News

Windows Live Causes Head Scratching At TechEd

Antone Gonsalves

One member of the Live development team reports in his blog that no one visiting his booth at Microsoft TechEd knew what Windows Live was.

A member of a Windows Live team of developers says he has seen lots of confusion among the people who have visited his booth at Microsoft's TechEd developer conference in Boston, an indication that the company's initiative to take its software to the Web remains a mystery for many customers.

Trevin Chow, who works in the Windows Live ID team, said in a candid blog that the most often-asked question Monday at the booth was: "What is Windows Live?"


More Insights

Webcasts

More >>

White Papers

More >>

Reports

More >>

"After talking to about 25 customers, it was abundantly clear that customers have no idea at all what Windows Live is, or how it relates to Windows or MSN," Chow wrote. "This explained why there was so little traffic to our booth -- of the people that stopped by, they almost did it by accident. Those that did see us on the TechEd floor plan, probably avoided our booth because they thought they knew what products/services we represented (and were most likely wrong)."

Microsoft declined a request for an interview, but a spokesperson said in an email that products under the Windows Live brand were currently in beta.

"Today millions of consumers are using these services as we continue to advance and evolve them for release," the spokesperson said. "We look forward to launching many of our Windows Live services over the coming months and year and turning up the volume as we do."

While it's unclear whether the current head scratching portends trouble, some experts said Tuesday Microsoft's approach to rolling out Windows Live services has been confusing. Windows Live is the brand name for Microsoft's long-term initiative to offer its software as services over the Web. Many of the Live services today, however, are in beta and are upgrades to MSN services.

"The overlap between MSN and Windows Live is confusing for a lot of people," Matt Rosoff, an analyst for Directions on Microsoft, said. "When Windows Live comes out of beta, it may become clearer."

Rosoff's colleague at the analyst firm agreed.

"There's nothing there that's strikingly different than what they already offer (on MSN)," analyst Paul DeGroot said.

Page 2: 
 1 | 2  | Next Page » 

Related Reading


Informationweek Discussions

Start the Discussion


InformationWeek encourages readers to engage in spirited, healthy debate, including taking us to task. However, InformationWeek moderates all comments posted to our site, and reserves the right to modify or remove any content that it determines to be derogatory, offensive, inflammatory, vulgar, irrelevant/off-topic, racist or obvious marketing/SPAM. InformationWeek further reserves the right to disable the profile of any commenter participating in said activities.

Disqus Tips To upload an avatar photo, first complete your Disqus profile. | View the list of supported HTML tags you can use to style comments. | Please read our commenting policy.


→ **TASK DESCRIPTION**:
Wherever the word "loop" appears in a line of the records, copy that line.

→ **EXCERPTED RECORDS**:
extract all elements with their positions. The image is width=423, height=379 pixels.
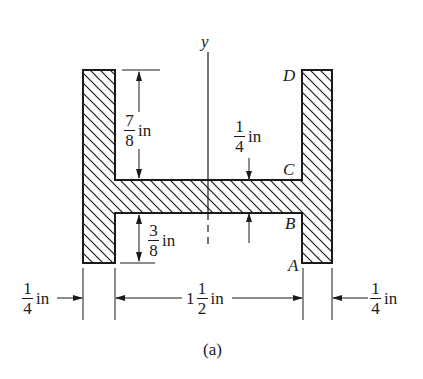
- whole-number: 1: [186, 289, 195, 309]
- denominator: 8: [125, 132, 134, 149]
- arrow-head-icon: [136, 71, 142, 81]
- arrow-head-icon: [246, 171, 252, 180]
- arrow-head-icon: [293, 295, 303, 301]
- dim-label-web-1-4: 14 in: [234, 118, 261, 155]
- arrow-head-icon: [332, 295, 342, 301]
- numerator: 1: [371, 280, 380, 297]
- arrow-head-icon: [246, 213, 252, 222]
- arrow-head-icon: [73, 295, 83, 301]
- dim-label-right-flange: 14 in: [370, 280, 397, 317]
- numerator: 3: [149, 222, 158, 239]
- dim-label-inner-width: 1 12 in: [186, 280, 224, 317]
- point-label-d: D: [283, 66, 295, 86]
- denominator: 4: [235, 138, 244, 155]
- denominator: 2: [198, 300, 207, 317]
- arrow-head-icon: [136, 214, 142, 224]
- arrow-head-icon: [136, 169, 142, 179]
- numerator: 1: [235, 118, 244, 135]
- figure-caption: (a): [203, 340, 222, 360]
- numerator: 7: [125, 112, 134, 129]
- denominator: 4: [23, 300, 32, 317]
- y-axis-label: y: [201, 32, 209, 52]
- numerator: 1: [198, 280, 207, 297]
- point-label-b: B: [285, 214, 295, 234]
- point-label-c: C: [283, 160, 294, 180]
- arrow-head-icon: [136, 252, 142, 262]
- numerator: 1: [23, 280, 32, 297]
- unit: in: [211, 289, 224, 309]
- denominator: 8: [149, 242, 158, 259]
- dim-label-left-flange: 14 in: [22, 280, 49, 317]
- arrow-head-icon: [115, 295, 125, 301]
- unit: in: [162, 231, 175, 251]
- unit: in: [138, 121, 151, 141]
- unit: in: [248, 127, 261, 147]
- dim-label-3-8: 38 in: [148, 222, 175, 259]
- unit: in: [384, 289, 397, 309]
- denominator: 4: [371, 300, 380, 317]
- point-label-a: A: [288, 256, 298, 276]
- unit: in: [36, 289, 49, 309]
- h-section-diagram: [0, 0, 423, 379]
- dim-label-7-8: 78 in: [124, 112, 151, 149]
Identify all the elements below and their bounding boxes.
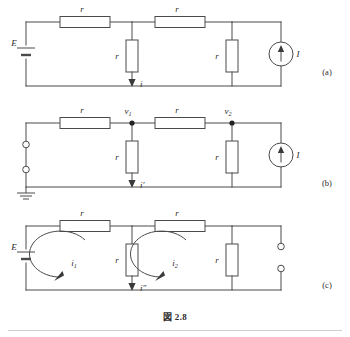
resistor-a-middle [126,40,138,72]
label-a-source-E: E [10,38,17,48]
label-b-resistor-right: r [215,152,219,162]
resistor-a-top-left [60,17,110,28]
label-b-resistor-top-right: r [175,105,179,115]
terminal-b-lower[interactable] [23,166,30,173]
node-dot-v2 [229,120,234,125]
resistor-a-right [226,40,238,72]
mesh-loop-2-arc [130,231,186,277]
figure-caption: 図 2.8 [0,310,350,323]
label-b-resistor-middle: r [115,152,119,162]
label-c-resistor-middle: r [115,255,119,265]
label-c-source-E: E [10,242,17,252]
node-dot-v1 [129,120,134,125]
label-c-mesh-2: i2 [172,258,178,269]
terminal-c-upper[interactable] [278,243,285,250]
panel-a-circuit: r r r r E I i (a) [10,4,332,89]
resistor-c-top-left [60,221,110,232]
page-divider-rule [8,330,342,331]
resistor-b-top-right [155,118,205,129]
circuit-diagram-svg: r r r r E I i (a) [0,0,350,337]
panel-b-circuit: r r r r I i′ v1 v2 (b) [17,105,332,199]
label-b-node-v1: v1 [124,106,131,117]
label-b-resistor-top-left: r [80,105,84,115]
label-b-node-v2: v2 [224,106,231,117]
panel-label-c: (c) [322,280,332,290]
label-b-current-source-I: I [296,150,301,160]
terminal-b-upper[interactable] [23,141,30,148]
label-c-resistor-top-right: r [175,208,179,218]
label-a-branch-current: i [140,79,143,89]
label-c-resistor-top-left: r [80,208,84,218]
mesh-loop-1-arrowhead [54,271,64,281]
figure-2-8: r r r r E I i (a) [0,0,350,337]
resistor-c-top-right [155,221,205,232]
resistor-c-right [226,244,238,276]
panel-label-b: (b) [322,178,332,188]
mesh-loop-1-arc [29,231,85,277]
resistor-a-top-right [155,17,205,28]
label-a-resistor-top-right: r [175,4,179,14]
terminal-c-lower[interactable] [278,265,285,272]
resistor-b-middle [126,141,138,173]
label-a-resistor-right: r [215,51,219,61]
label-a-resistor-top-left: r [80,4,84,14]
resistor-b-right [226,141,238,173]
label-b-branch-current: i′ [140,180,146,190]
label-a-current-source-I: I [296,49,301,59]
label-a-resistor-middle: r [115,51,119,61]
label-c-branch-current: i″ [140,283,147,293]
panel-c-circuit: r r r r E i″ i1 i2 (c) [10,208,332,293]
mesh-loop-2-arrowhead [155,271,165,281]
panel-label-a: (a) [322,67,332,77]
resistor-b-top-left [60,118,110,129]
label-c-resistor-right: r [215,255,219,265]
label-c-mesh-1: i1 [71,258,77,269]
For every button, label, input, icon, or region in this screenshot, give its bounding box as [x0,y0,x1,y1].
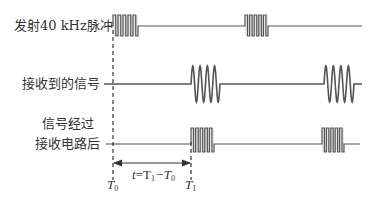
interval-eq: =T [136,167,151,182]
receive-signal-line [104,66,362,102]
processed-signal-line [106,128,360,152]
timing-diagram: 发射40 kHz脉冲 接收到的信号 信号经过 接收电路后 t=T1−T0 T0 … [0,0,380,200]
processed-waveform [106,128,360,152]
receive-waveform [104,66,362,102]
interval-label: t=T1−T0 [132,168,175,186]
transmit-label: 发射40 kHz脉冲 [14,18,113,34]
transmit-signal-line [107,15,362,36]
processed-label-line2: 接收电路后 [35,136,100,152]
processed-label-line1: 信号经过 [42,116,94,132]
t0-label: T0 [107,178,118,196]
t1-label: T1 [185,178,196,196]
receive-label: 接收到的信号 [22,76,100,92]
t0-sub: 0 [114,184,118,193]
interval-minus: −T [155,167,171,182]
t1-sub: 1 [192,184,196,193]
interval-sub0: 0 [171,174,175,183]
transmit-waveform [107,15,362,36]
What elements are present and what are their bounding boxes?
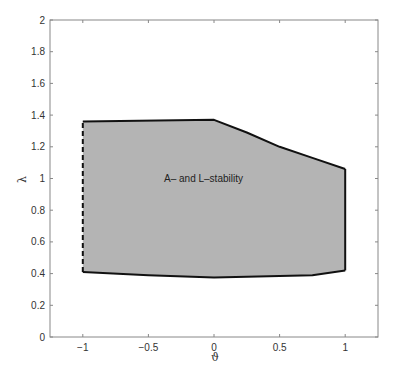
y-tick-label: 0 bbox=[39, 332, 45, 343]
stability-region-chart: −1−0.500.51 00.20.40.60.811.21.41.61.82 … bbox=[0, 0, 396, 376]
y-tick-label: 0.4 bbox=[31, 268, 45, 279]
x-tick-label: 0.5 bbox=[273, 342, 287, 353]
y-tick-label: 1.8 bbox=[31, 46, 45, 57]
x-axis-label: ϑ bbox=[211, 351, 219, 364]
x-tick-label: 1 bbox=[342, 342, 348, 353]
x-tick-label: −0.5 bbox=[139, 342, 159, 353]
y-tick-label: 0.8 bbox=[31, 205, 45, 216]
region-annotation: A– and L–stability bbox=[164, 173, 243, 184]
y-tick-label: 0.6 bbox=[31, 236, 45, 247]
y-tick-label: 1.2 bbox=[31, 141, 45, 152]
y-axis-label: λ bbox=[16, 176, 29, 183]
y-tick-label: 1 bbox=[39, 173, 45, 184]
y-tick-label: 0.2 bbox=[31, 300, 45, 311]
y-tick-label: 2 bbox=[39, 15, 45, 26]
y-tick-label: 1.4 bbox=[31, 110, 45, 121]
x-tick-label: −1 bbox=[77, 342, 89, 353]
y-tick-label: 1.6 bbox=[31, 78, 45, 89]
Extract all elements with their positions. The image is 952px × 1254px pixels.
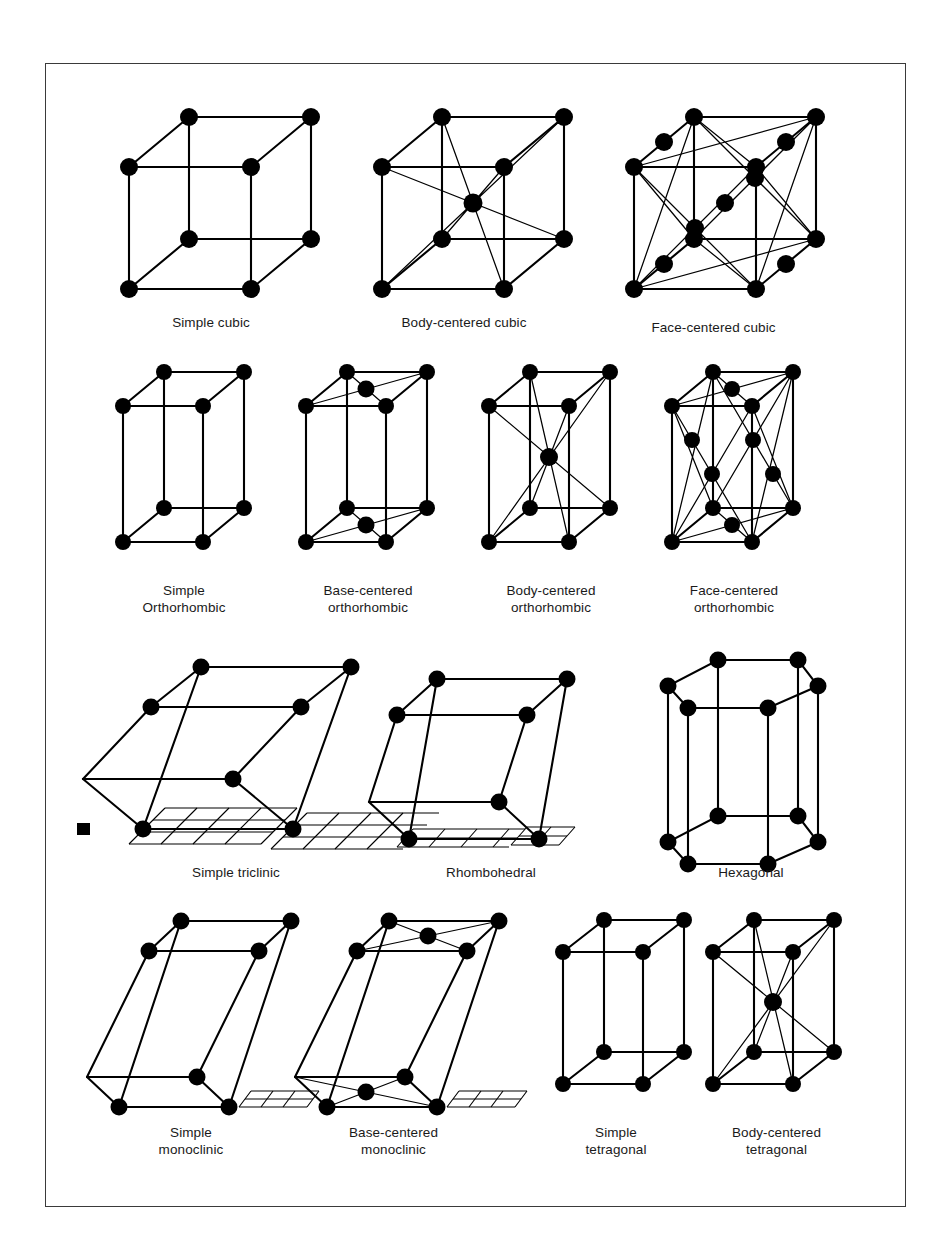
- base-center-top: [420, 928, 437, 945]
- label-body-centered-tetragonal: Body-centered tetragonal: [684, 1124, 869, 1158]
- lattice-base-centered-orthorhombic: [294, 364, 439, 574]
- label-face-centered-cubic: Face-centered cubic: [606, 319, 821, 336]
- face-center-bottom: [724, 517, 740, 533]
- lattice-body-centered-tetragonal: [701, 912, 846, 1112]
- face-center-front: [684, 432, 700, 448]
- label-simple-tetragonal: Simple tetragonal: [541, 1124, 691, 1158]
- face-center-back: [765, 466, 781, 482]
- lattice-rhombohedral: [391, 659, 591, 869]
- lattice-simple-triclinic: [121, 649, 411, 864]
- face-center-middle: [716, 194, 734, 212]
- ground-plane-grid: [447, 1091, 527, 1107]
- face-center-front: [686, 219, 704, 237]
- ground-plane-grid: [239, 1091, 319, 1107]
- face-center-left: [704, 466, 720, 482]
- label-face-centered-orthorhombic: Face-centered orthorhombic: [634, 582, 834, 616]
- lattice-simple-orthorhombic: [111, 364, 256, 574]
- lattice-hexagonal: [656, 646, 841, 871]
- base-center-bottom: [358, 1084, 375, 1101]
- label-hexagonal: Hexagonal: [661, 864, 841, 881]
- lattice-base-centered-monoclinic: [319, 909, 529, 1124]
- label-simple-monoclinic: Simple monoclinic: [116, 1124, 266, 1158]
- face-center-right: [745, 432, 761, 448]
- lattice-face-centered-orthorhombic: [660, 364, 805, 574]
- lattice-face-centered-cubic: [616, 109, 816, 304]
- base-center-top: [358, 381, 375, 398]
- face-center-top: [724, 381, 740, 397]
- face-center-right: [777, 133, 795, 151]
- base-center-bottom: [358, 517, 375, 534]
- label-body-centered-cubic: Body-centered cubic: [359, 314, 569, 331]
- ground-plane-grid: [397, 827, 575, 847]
- lattice-body-centered-orthorhombic: [477, 364, 622, 574]
- lattice-body-centered-cubic: [364, 109, 564, 304]
- lattice-simple-monoclinic: [111, 909, 321, 1124]
- lattice-simple-tetragonal: [551, 912, 696, 1112]
- face-center-bottom: [777, 255, 795, 273]
- face-center-back: [746, 169, 764, 187]
- label-base-centered-orthorhombic: Base-centered orthorhombic: [268, 582, 468, 616]
- body-center-vertex: [540, 448, 558, 466]
- figure-frame: Simple cubic Body-centered cubic: [45, 63, 906, 1207]
- face-center-top: [655, 133, 673, 151]
- label-simple-triclinic: Simple triclinic: [141, 864, 331, 881]
- label-simple-orthorhombic: Simple Orthorhombic: [94, 582, 274, 616]
- label-simple-cubic: Simple cubic: [131, 314, 291, 331]
- lattice-simple-cubic: [111, 109, 311, 304]
- label-base-centered-monoclinic: Base-centered monoclinic: [301, 1124, 486, 1158]
- body-center-vertex: [464, 194, 483, 213]
- body-center-vertex: [764, 993, 782, 1011]
- label-body-centered-orthorhombic: Body-centered orthorhombic: [451, 582, 651, 616]
- face-center-left: [655, 255, 673, 273]
- label-rhombohedral: Rhombohedral: [401, 864, 581, 881]
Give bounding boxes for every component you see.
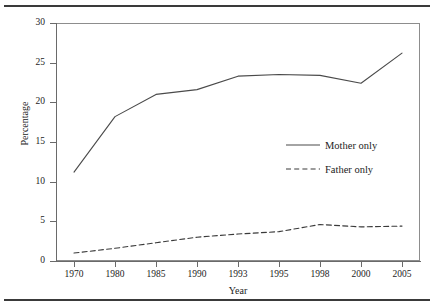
y-axis-title: Percentage	[19, 79, 30, 169]
legend: Mother only Father only	[286, 133, 414, 181]
x-axis-title: Year	[56, 285, 420, 296]
figure-top-rule	[4, 5, 430, 7]
x-axis-tick	[197, 261, 198, 267]
y-axis-tick-label: 25	[5, 58, 45, 68]
x-axis-tick	[74, 261, 75, 267]
x-axis-tick-label: 1998	[298, 270, 342, 280]
x-axis-tick-label: 1970	[52, 270, 96, 280]
figure-container: 051015202530 197019801985199019931995199…	[0, 0, 434, 308]
x-axis-tick	[238, 261, 239, 267]
x-axis-tick-label: 1980	[93, 270, 137, 280]
series-line-father-only	[74, 225, 402, 254]
x-axis-tick	[279, 261, 280, 267]
y-axis-tick-label: 5	[5, 216, 45, 226]
y-axis-tick-label: 30	[5, 18, 45, 28]
y-axis-tick	[50, 261, 56, 262]
x-axis-tick-label: 2005	[380, 270, 424, 280]
y-axis-tick-label: 10	[5, 177, 45, 187]
x-axis-tick-label: 1995	[257, 270, 301, 280]
x-axis-tick	[361, 261, 362, 267]
legend-label-father-only: Father only	[320, 164, 373, 175]
legend-item-father-only: Father only	[286, 157, 414, 181]
y-axis-tick-label: 0	[5, 256, 45, 266]
x-axis-tick	[402, 261, 403, 267]
x-axis-tick	[320, 261, 321, 267]
figure-bottom-rule	[4, 299, 430, 301]
x-axis-tick-label: 1990	[175, 270, 219, 280]
legend-item-mother-only: Mother only	[286, 133, 414, 157]
x-axis-tick-label: 2000	[339, 270, 383, 280]
legend-swatch-dashed-line-icon	[286, 164, 320, 174]
legend-label-mother-only: Mother only	[320, 140, 377, 151]
x-axis-tick-label: 1993	[216, 270, 260, 280]
x-axis-tick-label: 1985	[134, 270, 178, 280]
legend-swatch-solid-line-icon	[286, 140, 320, 150]
x-axis-tick	[115, 261, 116, 267]
x-axis-tick	[156, 261, 157, 267]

→ **ANSWER TO THIS TASK**:
mesh-loop-2-arc [130,231,186,277]
mesh-loop-1-arrowhead [54,271,64,281]
mesh-loop-1-arc [29,231,85,277]
mesh-loop-2-arrowhead [155,271,165,281]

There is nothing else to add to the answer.